What Do Organizers Do?

At a cooking class, I met Ami DeAvilla, a professional organizer. It’s a profession so new — 15 years old? — that I was curious what sort of problems she works with. She told me some examples:

Example 1. A woman who was 4 years behind filing her taxes. She was collecting the letters from Franchise Tax Board and the IRS. There wasn’t that much money involved — she might even have had some money owed to her. Became overwhelming and daunting. As the years went on, doing her taxes became overwhelming. She had a “fear basket”: those letters went in it. I was able to come in & open the most recent of the letters. She did have all of the info. There was a lot of fear involved. Also she had gotten divorced. Emotion of having to handle financial stuff on her own. She contacted me because she knew she needed to file but couldn’t do it on her own. Her sister found me through the website of the National Association of Professional Organizers. We met twice/week for a few hours. We did 3 years together; she did the last one on her own. Total 15 hours [Ami’s current rate is $100/hour]. One 3-hour session was about her current relationship to money, which was as important as the taxes. Just as having a heart attack can lead you to improve your health habits because it indicates a greater problem.

Example 2. A woman who for 37 years had been in the same home. She needed to decide whether to stay there because her husband’s health was getting worse. It was a two- story house. Two sets of steps to climb because it was on a hill. Not possible for him to be mobile in and out of the house. He had severe back pain and had trouble getting up the stairs. It was her home. She didn’t want to leave. She was feeling overwhelmed with the decisions to be made. After she decided to move, there were decisions about their stuff. They were moving to a much smaller place. Moving from four-bedroom house to three-room apartment. Sorting through their entire life. Dividing belongings among all their children and grandchildren.

Example 3. A small business owner who had been in practice for over 20 years. His home-based office was a mess. People not billed. Papers all over the office. He works on site. He came to me because it was daunting to take care of tasks that needed to happen. He would hire someone to help in the office but they wouldn’t work there until it was cleaned up. They didn’t want to feel overwhelmed by the clutter. He wasn’t able to clean up his office. He was working a lot of hours, trying to balance personal life with business life. Now that he was taking some personal time, and not working all night, business things weren’t being taken care of.

Example 4. Published author, several books out. She was juggling four pressing projects and trying to start a website. Continuing on a book she was halfway into. Couldn’t make the writing work. I worked her with for 2 hrs to help her prioritize her time. Previously she was able to manage some of this better. When the website came along it became another project that kept the writing from happening. She’d been working on the book for a year or less; she was more than halfway through, and now falling behind the publisher’s deadline. She wanted a plan, plus physical organization of her workspace. We shifted the space a little bit to help her focus on writing. She was getting distracted too much.

Example 5. A woman called me because her house was not the way she wanted it. Three people had died and she had inherited their belongings. She felt overwhelmed in her own home. She’d lived there over 20 years. It was overwhelming to go through things and make decisions about what she wanted to keep. Stuff had gotten packed in quite a bit. We went through her house room by room and cleared stuff out. Started in the kitchen. Less emotional. Not much room left on the counters. We did 4 or 5 rooms, including office space. She had been a graphic designer.

You can reach Ami at amisolutions at mac dot com.

2 thoughts on “What Do Organizers Do?

  1. that’s a neat idea. your own personal ‘fixer’ so to speak. to me this person seems to help people who have overdrawn on their finite willpower and don’t have anymore to deal with stress, so they pay someone else for his or her willpower, so to speak. your willpower is like your car, and when you run out of gas, the car stops, and you hail a taxi.

    this idea comes from, i think, a paper tyler cowen linked to at marginal revolution, on willpower as a finite resource, and the paper suggested that when we ran out of willpower, we engaged in behaviors normally restrained by willpower (drinking, binging on food i suppose), or i suppose we failed to do things that willpower would have forced us to do (like taxes, or cleaning up room). this made so much sense to me.

    does this idea of finite willpower connect with your theory of procrastination at all, i wonder?

  2. yeah, I agree with the idea of willpower as finite. Research suggests it is like a muscle: gets stronger with use. To answer your question: No, the notion of finite willpower has little to do with my thinking about procrastination. Although maybe it’s why procrastination is a problem worth thinking about.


# Required action
Return every entry exactly, except for any pictures.

#### Supplied data

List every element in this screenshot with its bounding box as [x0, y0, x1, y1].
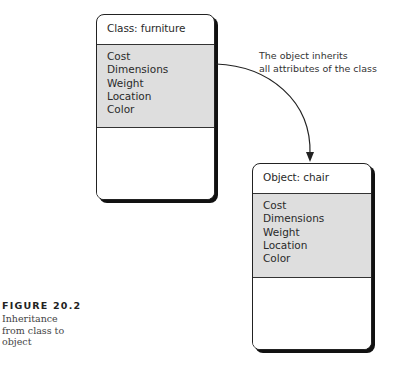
figure-description: Inheritance from class to object: [2, 313, 81, 348]
object-attribute: Weight: [263, 226, 361, 239]
object-attribute: Cost: [263, 199, 361, 212]
object-attribute: Location: [263, 239, 361, 252]
object-attributes: Cost Dimensions Weight Location Color: [253, 194, 371, 278]
object-title: Object: chair: [253, 164, 371, 194]
caption-line: object: [2, 336, 81, 348]
object-methods-section: [253, 278, 371, 349]
caption-line: Inheritance: [2, 313, 81, 325]
caption-line: from class to: [2, 325, 81, 337]
arrow-curve: [216, 64, 310, 155]
object-attribute: Dimensions: [263, 212, 361, 225]
figure-caption: FIGURE 20.2 Inheritance from class to ob…: [2, 300, 81, 348]
object-chair-box: Object: chair Cost Dimensions Weight Loc…: [252, 163, 372, 350]
figure-number: FIGURE 20.2: [2, 300, 81, 311]
object-attribute: Color: [263, 252, 361, 265]
arrowhead-icon: [306, 152, 314, 162]
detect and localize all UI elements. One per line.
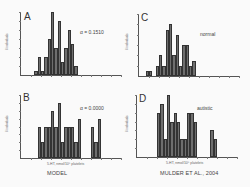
y-axis-label: # individuals <box>125 115 129 132</box>
x-tick <box>229 76 230 78</box>
plot-area <box>138 14 239 77</box>
x-tick <box>169 76 170 78</box>
x-axis-label: 5-HT, nmol/10⁹ platelets <box>166 161 203 165</box>
x-tick <box>149 76 150 78</box>
y-tick <box>19 142 21 143</box>
histogram-bar <box>194 122 197 157</box>
x-tick <box>239 76 240 78</box>
y-tick <box>137 66 139 67</box>
x-tick <box>227 157 228 159</box>
x-tick <box>61 158 62 160</box>
group-annotation: normal <box>200 31 215 37</box>
y-tick <box>19 127 21 128</box>
y-tick <box>137 55 139 56</box>
y-tick <box>135 139 137 140</box>
plot-area <box>136 95 237 158</box>
x-tick <box>81 158 82 160</box>
y-axis-label: # individuals <box>5 115 9 132</box>
histogram-bar <box>98 119 101 158</box>
alpha-annotation: α = 0.0000 <box>80 105 104 111</box>
y-tick <box>19 111 21 112</box>
x-tick <box>187 157 188 159</box>
x-axis-label: 5-HT, nmol/10⁹ platelets <box>47 162 84 166</box>
y-tick <box>135 122 137 123</box>
x-tick <box>101 158 102 160</box>
histogram-bar <box>78 119 81 158</box>
y-tick <box>137 14 139 15</box>
x-tick <box>71 158 72 160</box>
x-tick <box>189 76 190 78</box>
x-tick <box>199 76 200 78</box>
x-tick <box>31 158 32 160</box>
y-tick <box>135 95 137 96</box>
x-tick <box>121 75 122 77</box>
x-tick <box>159 76 160 78</box>
x-tick <box>111 158 112 160</box>
y-tick <box>19 119 21 120</box>
y-axis-label: # individuals <box>125 33 129 50</box>
x-tick <box>147 157 148 159</box>
y-tick <box>19 134 21 135</box>
histogram-bar <box>214 139 217 157</box>
x-tick <box>219 76 220 78</box>
y-tick <box>137 24 139 25</box>
histogram-bar <box>192 61 195 77</box>
y-tick <box>19 150 21 151</box>
x-tick <box>197 157 198 159</box>
x-tick <box>121 158 122 160</box>
y-tick <box>135 104 137 105</box>
y-tick <box>19 95 21 96</box>
x-tick <box>217 157 218 159</box>
x-tick <box>157 157 158 159</box>
x-tick <box>51 158 52 160</box>
panel-d: D # individuals autistic 5-HT, nmol/10⁹ … <box>0 0 118 80</box>
y-tick <box>135 113 137 114</box>
x-tick <box>177 157 178 159</box>
caption-model: MODEL <box>47 170 67 176</box>
group-annotation: autistic <box>197 105 213 111</box>
x-tick <box>237 157 238 159</box>
x-tick <box>167 157 168 159</box>
plot-area <box>20 95 121 159</box>
x-tick <box>179 76 180 78</box>
y-tick <box>135 130 137 131</box>
caption-mulder: MULDER ET AL., 2004 <box>160 170 218 176</box>
y-tick <box>19 103 21 104</box>
x-tick <box>207 157 208 159</box>
x-tick <box>209 76 210 78</box>
x-tick <box>41 158 42 160</box>
x-tick <box>91 158 92 160</box>
y-tick <box>135 148 137 149</box>
y-tick <box>137 35 139 36</box>
y-tick <box>137 45 139 46</box>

########

# Exercise answer
List every element in this screenshot with its bounding box as [x0, y0, x1, y1].
figure-description: Inheritance from class to object: [2, 313, 81, 348]
object-attribute: Weight: [263, 226, 361, 239]
object-attribute: Cost: [263, 199, 361, 212]
object-attribute: Location: [263, 239, 361, 252]
object-attributes: Cost Dimensions Weight Location Color: [253, 194, 371, 278]
object-title: Object: chair: [253, 164, 371, 194]
caption-line: object: [2, 336, 81, 348]
object-methods-section: [253, 278, 371, 349]
caption-line: Inheritance: [2, 313, 81, 325]
caption-line: from class to: [2, 325, 81, 337]
arrow-curve: [216, 64, 310, 155]
object-attribute: Dimensions: [263, 212, 361, 225]
figure-caption: FIGURE 20.2 Inheritance from class to ob…: [2, 300, 81, 348]
object-chair-box: Object: chair Cost Dimensions Weight Loc…: [252, 163, 372, 350]
figure-number: FIGURE 20.2: [2, 300, 81, 311]
object-attribute: Color: [263, 252, 361, 265]
arrowhead-icon: [306, 152, 314, 162]
detect and localize all UI elements. One per line.
y-axis-label: # individuals <box>125 115 129 132</box>
x-tick <box>229 76 230 78</box>
plot-area <box>138 14 239 77</box>
x-tick <box>169 76 170 78</box>
x-axis-label: 5-HT, nmol/10⁹ platelets <box>166 161 203 165</box>
x-tick <box>149 76 150 78</box>
y-tick <box>19 142 21 143</box>
histogram-bar <box>194 122 197 157</box>
x-tick <box>239 76 240 78</box>
y-tick <box>137 66 139 67</box>
x-tick <box>227 157 228 159</box>
x-tick <box>61 158 62 160</box>
group-annotation: normal <box>200 31 215 37</box>
y-tick <box>19 127 21 128</box>
y-tick <box>137 55 139 56</box>
y-tick <box>135 139 137 140</box>
plot-area <box>136 95 237 158</box>
x-tick <box>81 158 82 160</box>
y-axis-label: # individuals <box>5 115 9 132</box>
histogram-bar <box>98 119 101 158</box>
alpha-annotation: α = 0.0000 <box>80 105 104 111</box>
y-tick <box>19 111 21 112</box>
x-tick <box>187 157 188 159</box>
x-axis-label: 5-HT, nmol/10⁹ platelets <box>47 162 84 166</box>
y-tick <box>135 122 137 123</box>
x-tick <box>101 158 102 160</box>
histogram-bar <box>78 119 81 158</box>
y-tick <box>137 14 139 15</box>
x-tick <box>71 158 72 160</box>
x-tick <box>189 76 190 78</box>
x-tick <box>199 76 200 78</box>
x-tick <box>31 158 32 160</box>
y-tick <box>135 95 137 96</box>
x-tick <box>121 75 122 77</box>
x-tick <box>159 76 160 78</box>
x-tick <box>111 158 112 160</box>
y-tick <box>19 119 21 120</box>
y-axis-label: # individuals <box>125 33 129 50</box>
x-tick <box>147 157 148 159</box>
y-tick <box>19 134 21 135</box>
histogram-bar <box>214 139 217 157</box>
x-tick <box>219 76 220 78</box>
y-tick <box>137 24 139 25</box>
histogram-bar <box>192 61 195 77</box>
y-tick <box>19 150 21 151</box>
x-tick <box>197 157 198 159</box>
x-tick <box>121 158 122 160</box>
y-tick <box>135 104 137 105</box>
y-tick <box>19 95 21 96</box>
x-tick <box>217 157 218 159</box>
x-tick <box>157 157 158 159</box>
x-tick <box>51 158 52 160</box>
panel-d: D # individuals autistic 5-HT, nmol/10⁹ … <box>0 0 118 80</box>
y-tick <box>135 113 137 114</box>
x-tick <box>177 157 178 159</box>
caption-model: MODEL <box>47 170 67 176</box>
group-annotation: autistic <box>197 105 213 111</box>
x-tick <box>237 157 238 159</box>
x-tick <box>167 157 168 159</box>
plot-area <box>20 95 121 159</box>
x-tick <box>179 76 180 78</box>
y-tick <box>135 130 137 131</box>
caption-mulder: MULDER ET AL., 2004 <box>160 170 218 176</box>
y-tick <box>19 103 21 104</box>
x-tick <box>207 157 208 159</box>
x-tick <box>209 76 210 78</box>
x-tick <box>41 158 42 160</box>
x-tick <box>91 158 92 160</box>
y-tick <box>135 148 137 149</box>
y-tick <box>137 35 139 36</box>
y-tick <box>137 45 139 46</box>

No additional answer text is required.